B0048: Meeting Cadence & Decision Logging Framework
A decision-ready template derived from the framework.
Name variants
- English
- B0048: Meeting Cadence & Decision Logging Framework
- Katakana
- リズム・ / ログ
- Kanji
- 会議 / 意思決定 / 枠組
Quality / Updated / Source / COI
- Quality
- Reviewed
- Updated
- Source
- Citations & Trust
- COI
- none
Context
Context: portfolio governance and cross-team execution creates recurring decisions where stakeholders interpret decision cycle time, meeting load, and follow-through rate differently. The organization needs a standard way to compare options using calendar data, decision log, and escalation rules so that debates do not restart each cycle. Without a common frame, the alignment depth versus time cost is decided implicitly and accountability weakens. A shared decision log also helps teams learn which assumptions held and which broke under stress.
Options
- Option A: Preserve the current approach to minimize short-term disruption, accepting limited upside.
- Option B: Run a phased change, validate results against agreed metrics, and scale only after thresholds are met.
- Option C: Redesign the approach end-to-end to pursue larger gains, with higher implementation effort and risk.
Decision
Decision: Choose Option B. Sequence the rollout so early results validate decision cycle time, meeting load, and follow-through rate targets, and stop or adjust if assumptions fail. Assign owners, document constraints, and schedule a review checkpoint to avoid drift.
Rationale
Rationale: Option B balances alignment depth versus time cost while preserving flexibility if market conditions move. It allows the team to test calendar data, decision log, and escalation rules assumptions and protect against the main risk: meeting overload that crowds out execution. Phasing also improves organizational buy-in because progress is visible and accountability is explicit. The approach generates evidence that improves the next decision cycle.
Risks
- Weak data quality can obscure changes in decision cycle time, meeting load, and follow-through rate, making it hard to validate the decision.
- Execution drag may delay learning and leave the organization exposed to meeting overload that crowds out execution longer than planned.
Next
Next: Confirm ownership, finalize the baseline for decision cycle time, meeting load, and follow-through rate, and document calendar data, decision log, and escalation rules assumptions in a shared log. Schedule the first review, define stop conditions, and communicate the plan to affected teams. Capture lessons learned so the framework improves with each cycle.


§ **Activity**: Copy the listing exactly, leaving out every picture.

• • • • • • •

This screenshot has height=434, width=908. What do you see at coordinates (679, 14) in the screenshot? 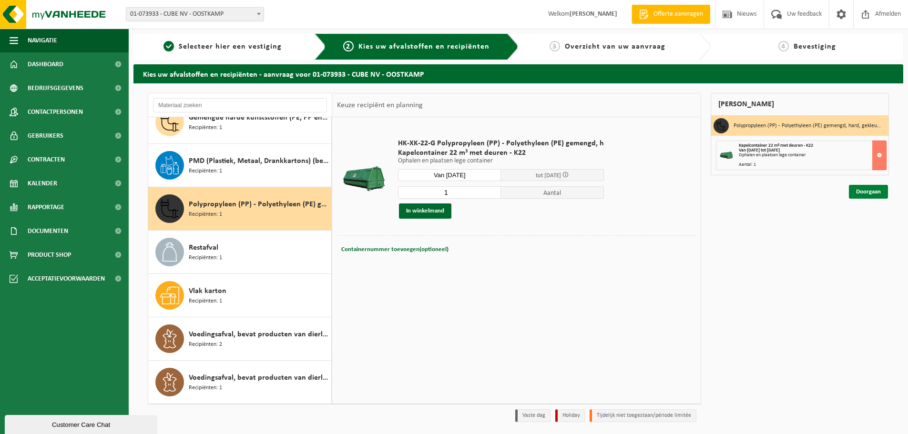
I see `span: Offerte aanvragen` at bounding box center [679, 14].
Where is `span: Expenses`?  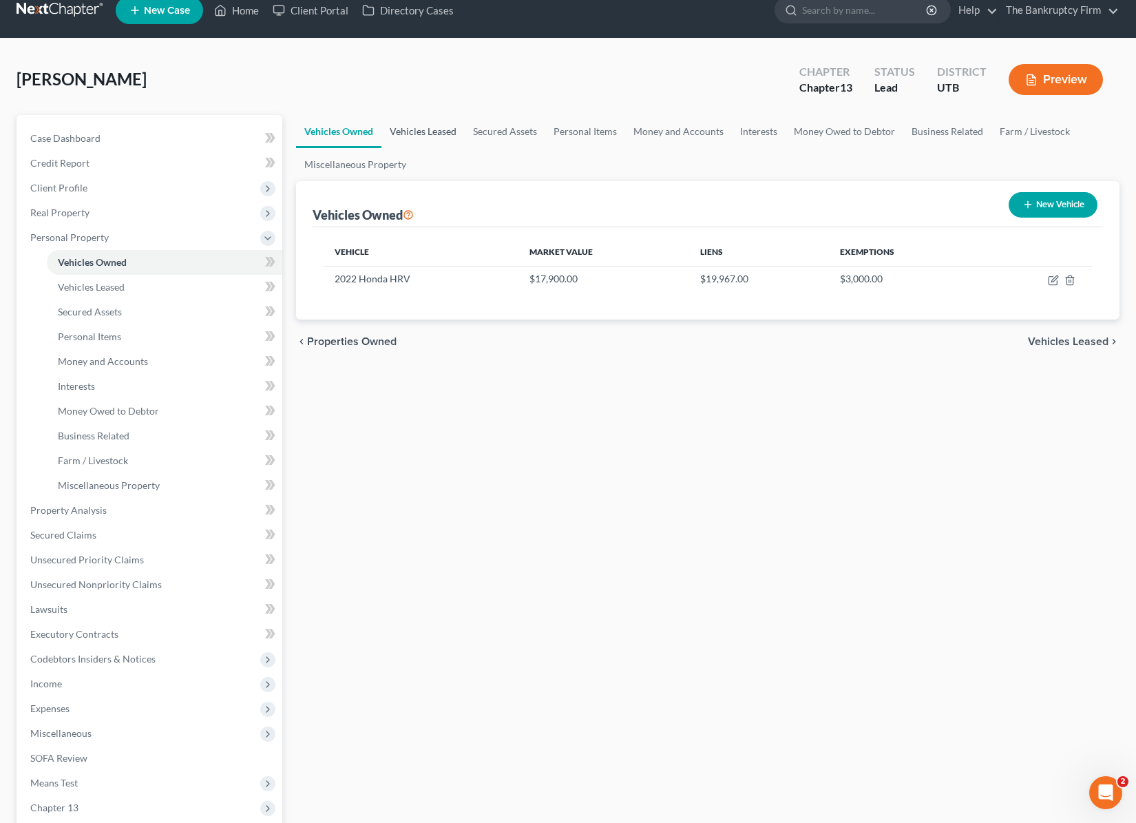
span: Expenses is located at coordinates (50, 708).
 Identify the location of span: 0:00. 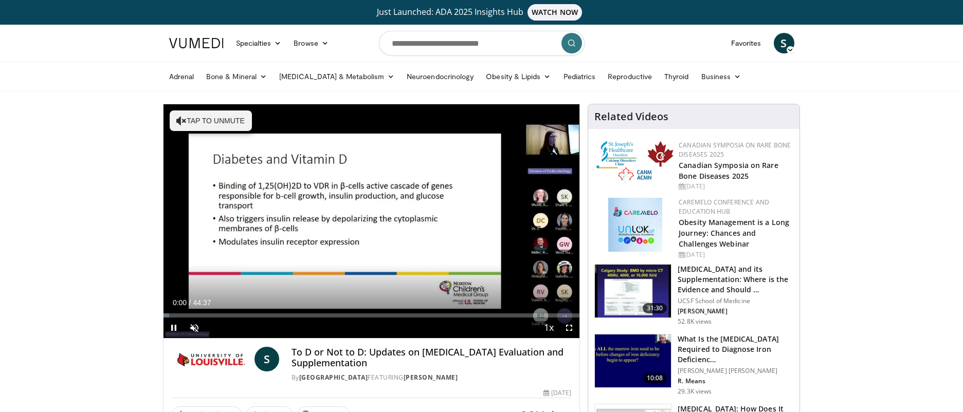
(179, 303).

• • • • • • •

§ **Result**:
This screenshot has height=434, width=908. What do you see at coordinates (679, 14) in the screenshot? 
I see `span: Offerte aanvragen` at bounding box center [679, 14].
Where is `span: Expenses`?  
span: Expenses is located at coordinates (50, 708).
 Identify the location of span: 0:00. 
(179, 303).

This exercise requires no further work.